*What is expected*:
With the pictures left out, transcribe exactly the lines from the one with "At what (x,y)" through the end of the data.

Start of Record set

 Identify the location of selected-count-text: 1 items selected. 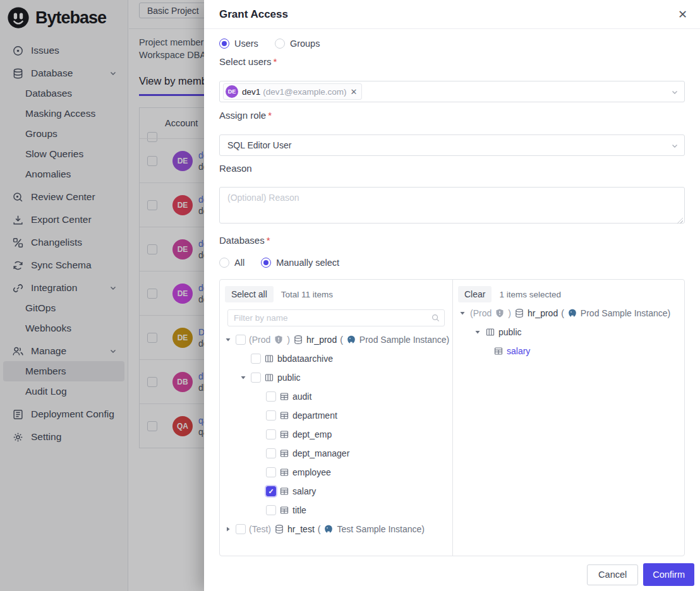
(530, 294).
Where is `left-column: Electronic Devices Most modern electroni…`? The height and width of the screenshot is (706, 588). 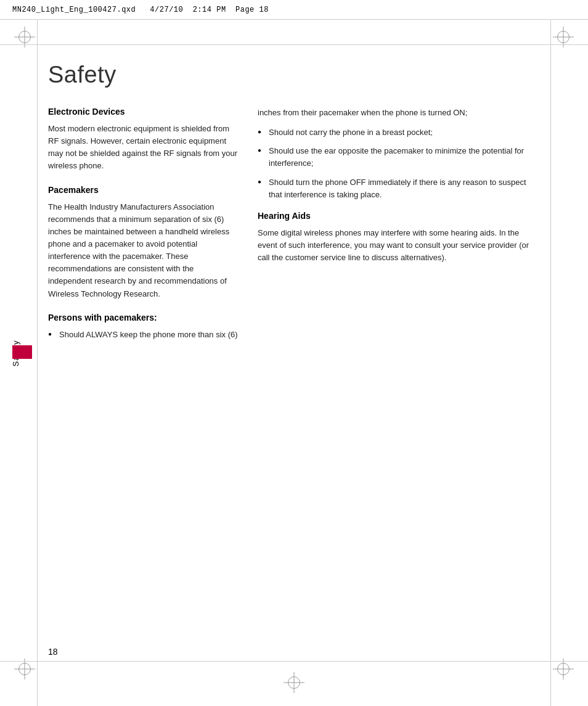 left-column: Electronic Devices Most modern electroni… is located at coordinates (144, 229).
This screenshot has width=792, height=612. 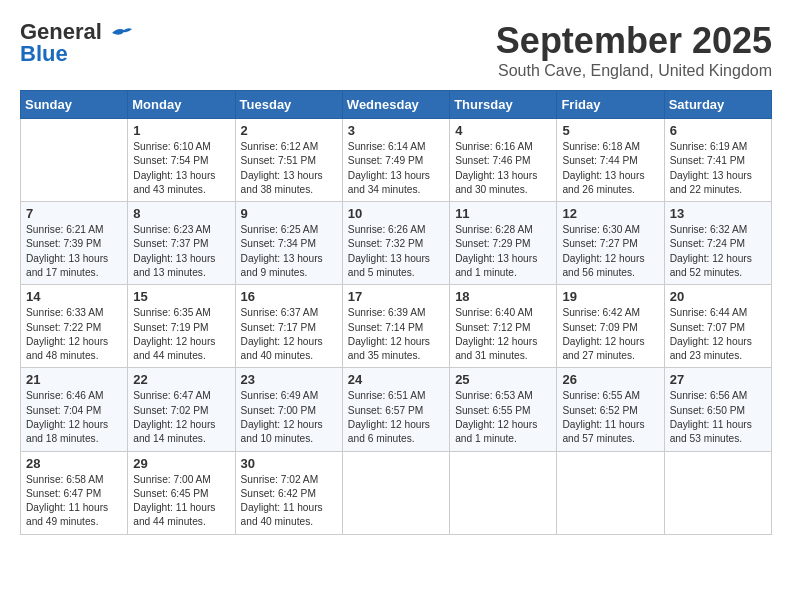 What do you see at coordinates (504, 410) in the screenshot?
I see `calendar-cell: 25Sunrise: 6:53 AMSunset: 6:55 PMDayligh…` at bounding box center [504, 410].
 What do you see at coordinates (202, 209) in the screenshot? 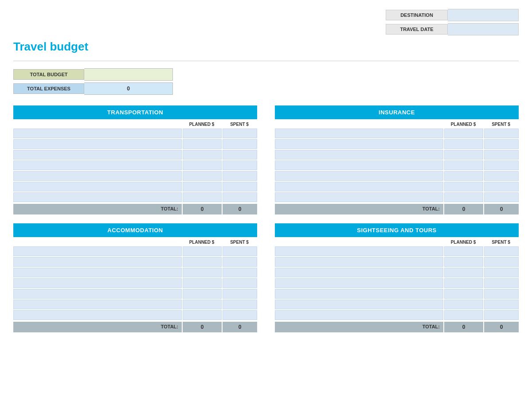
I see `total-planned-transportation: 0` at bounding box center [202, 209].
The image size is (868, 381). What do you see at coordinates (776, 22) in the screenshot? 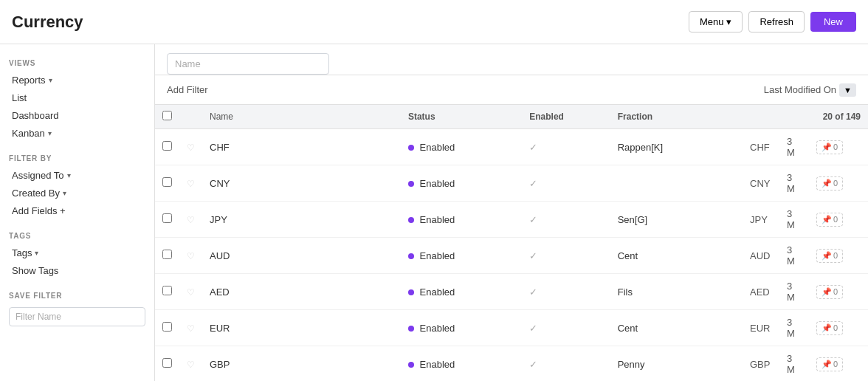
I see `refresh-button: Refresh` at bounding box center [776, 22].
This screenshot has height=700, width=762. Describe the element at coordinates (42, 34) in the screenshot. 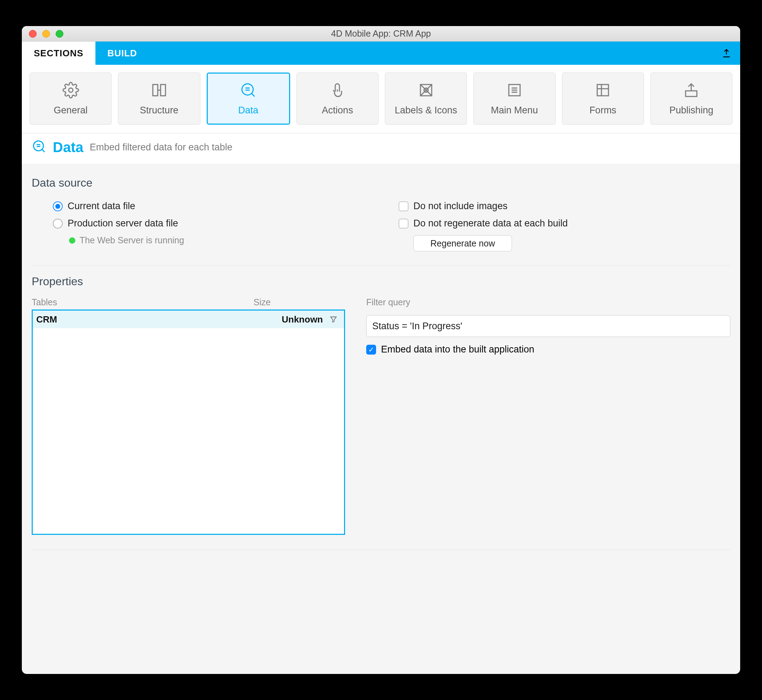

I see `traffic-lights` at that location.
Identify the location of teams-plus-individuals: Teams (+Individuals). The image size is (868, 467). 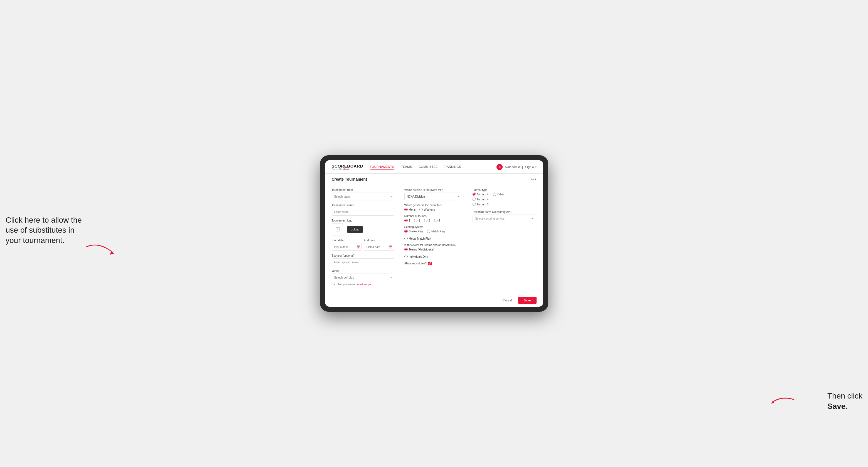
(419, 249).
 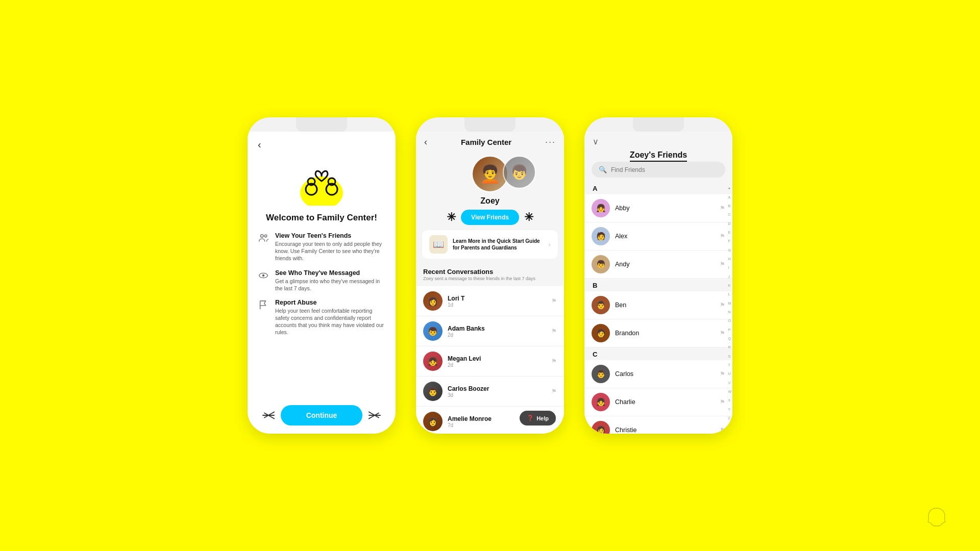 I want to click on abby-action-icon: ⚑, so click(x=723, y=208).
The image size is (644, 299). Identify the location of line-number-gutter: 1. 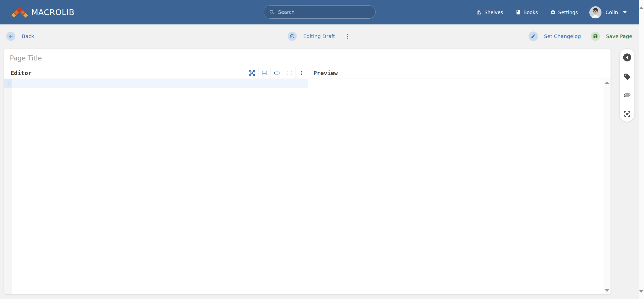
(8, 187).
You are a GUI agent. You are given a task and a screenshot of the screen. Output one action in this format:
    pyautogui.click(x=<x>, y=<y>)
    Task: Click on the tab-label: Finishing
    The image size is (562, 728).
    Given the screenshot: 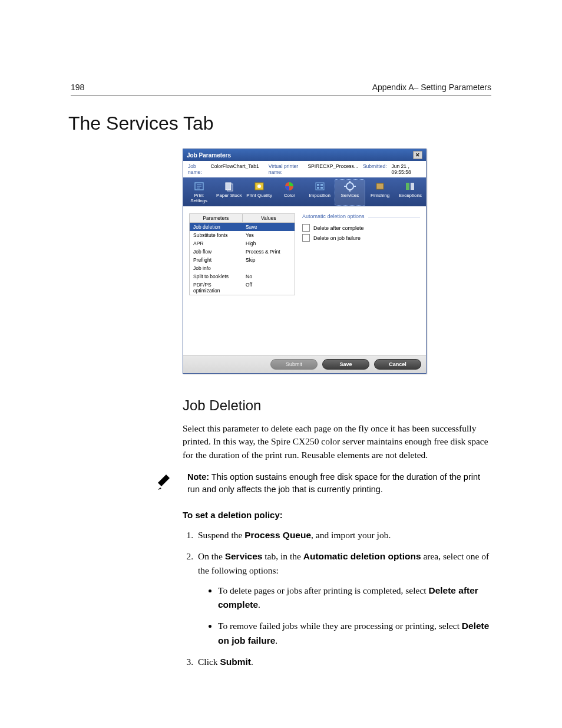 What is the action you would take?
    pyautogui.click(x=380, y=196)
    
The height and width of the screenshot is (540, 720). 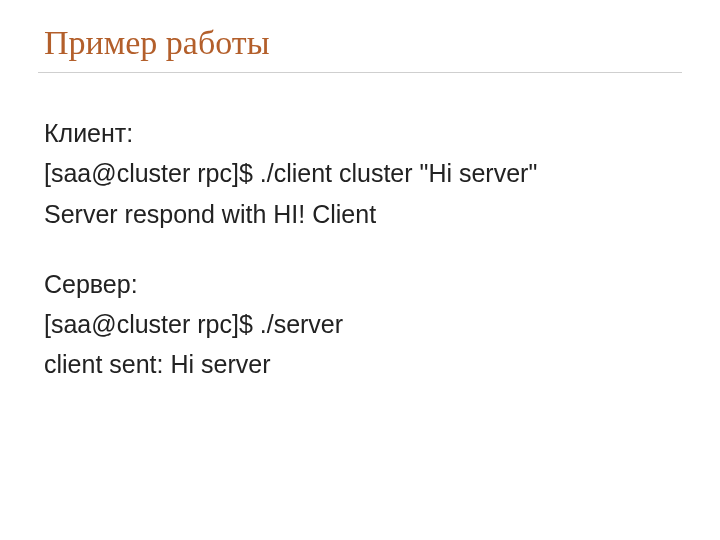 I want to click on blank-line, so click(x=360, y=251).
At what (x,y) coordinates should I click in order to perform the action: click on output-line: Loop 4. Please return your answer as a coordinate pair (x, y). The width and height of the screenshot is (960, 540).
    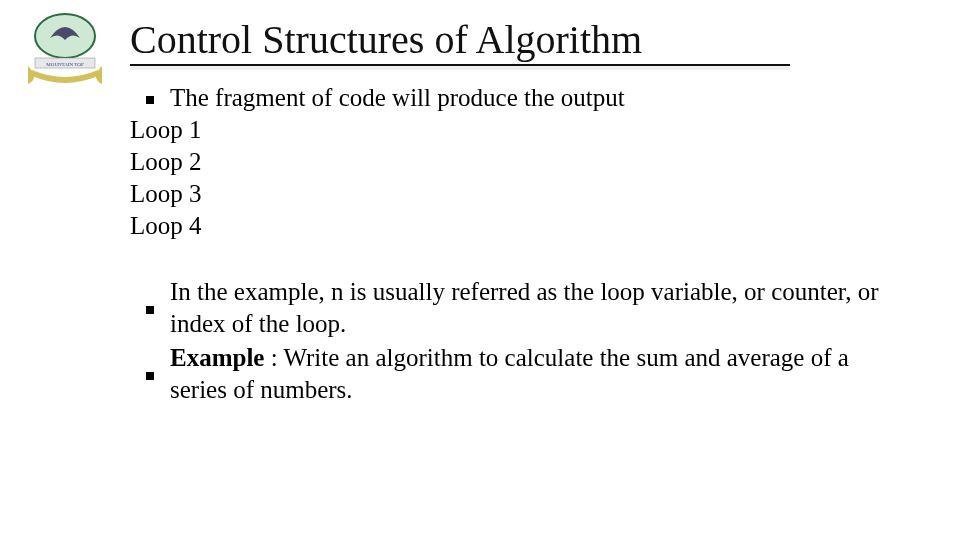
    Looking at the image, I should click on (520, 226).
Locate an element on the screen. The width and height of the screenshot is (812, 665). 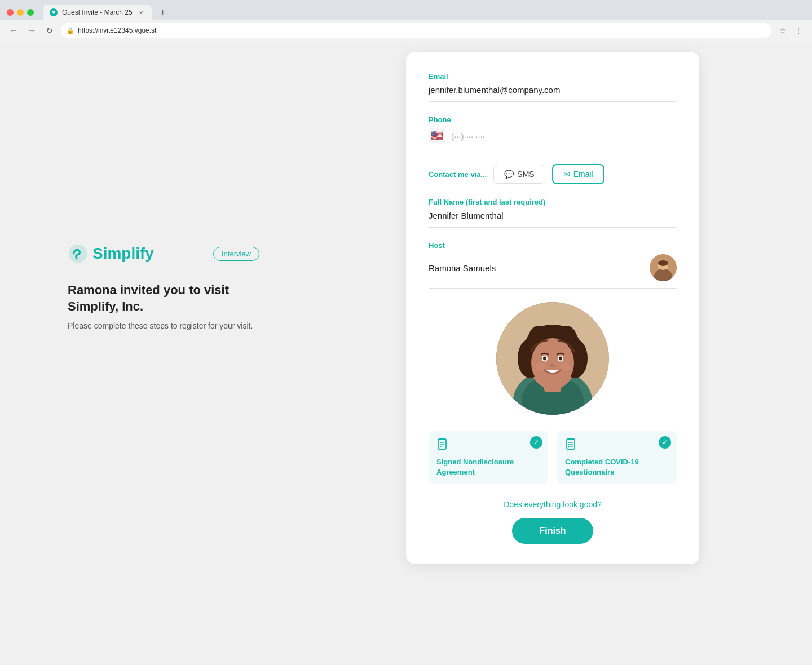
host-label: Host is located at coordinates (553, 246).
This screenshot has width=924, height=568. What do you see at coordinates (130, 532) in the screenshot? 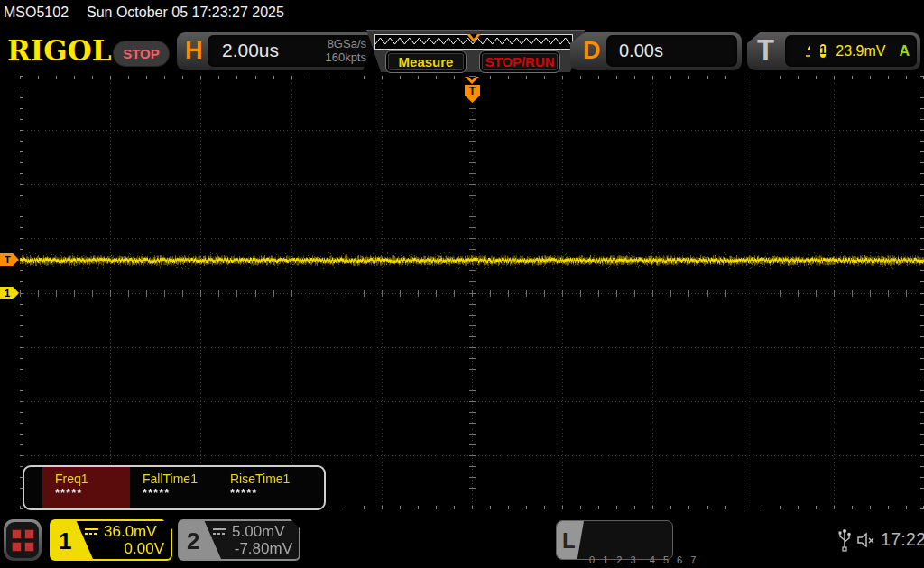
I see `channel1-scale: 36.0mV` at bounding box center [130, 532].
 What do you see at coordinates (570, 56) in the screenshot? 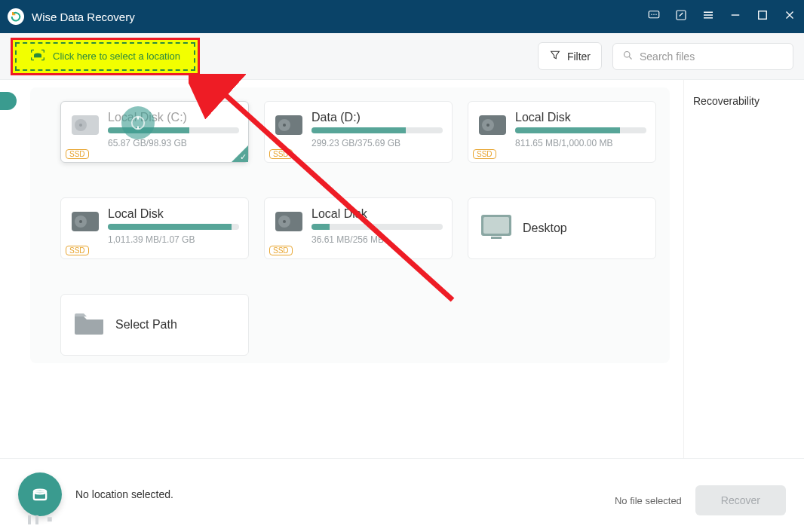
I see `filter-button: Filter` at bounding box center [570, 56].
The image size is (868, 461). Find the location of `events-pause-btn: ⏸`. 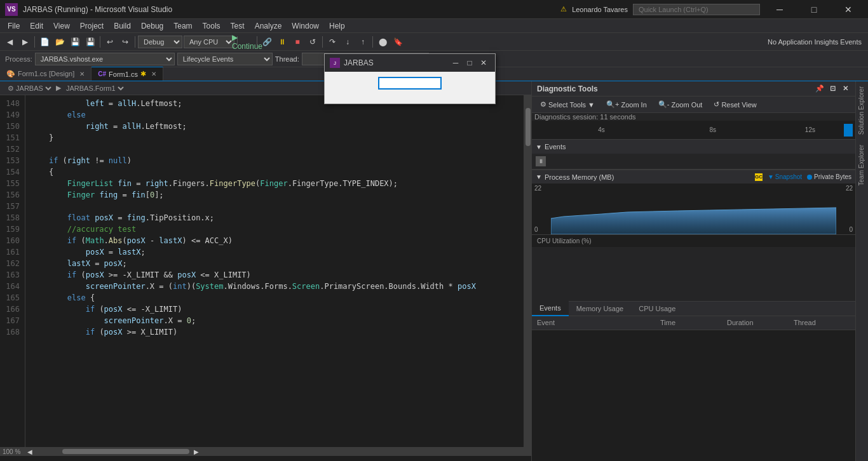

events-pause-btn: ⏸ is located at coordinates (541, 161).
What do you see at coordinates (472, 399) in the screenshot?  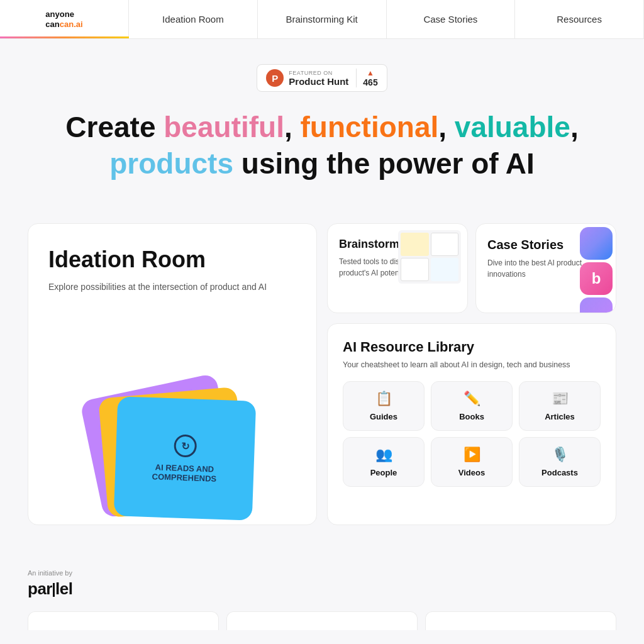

End of Record set

*Result below*:
At what (x,y) coordinates should I click in order to perform the action: click on output-line: Loop 4. Please return your answer as a coordinate pair (x, y). The width and height of the screenshot is (960, 540).
    Looking at the image, I should click on (520, 226).
Locate an element on the screen. The width and height of the screenshot is (812, 665). 
host-label: Host is located at coordinates (553, 246).
This screenshot has width=924, height=568. What do you see at coordinates (130, 532) in the screenshot? 
I see `channel1-scale: 36.0mV` at bounding box center [130, 532].
 What do you see at coordinates (570, 56) in the screenshot? 
I see `filter-button: Filter` at bounding box center [570, 56].
The image size is (868, 461). Find the location of `events-pause-btn: ⏸`. 

events-pause-btn: ⏸ is located at coordinates (541, 161).
What do you see at coordinates (472, 399) in the screenshot?  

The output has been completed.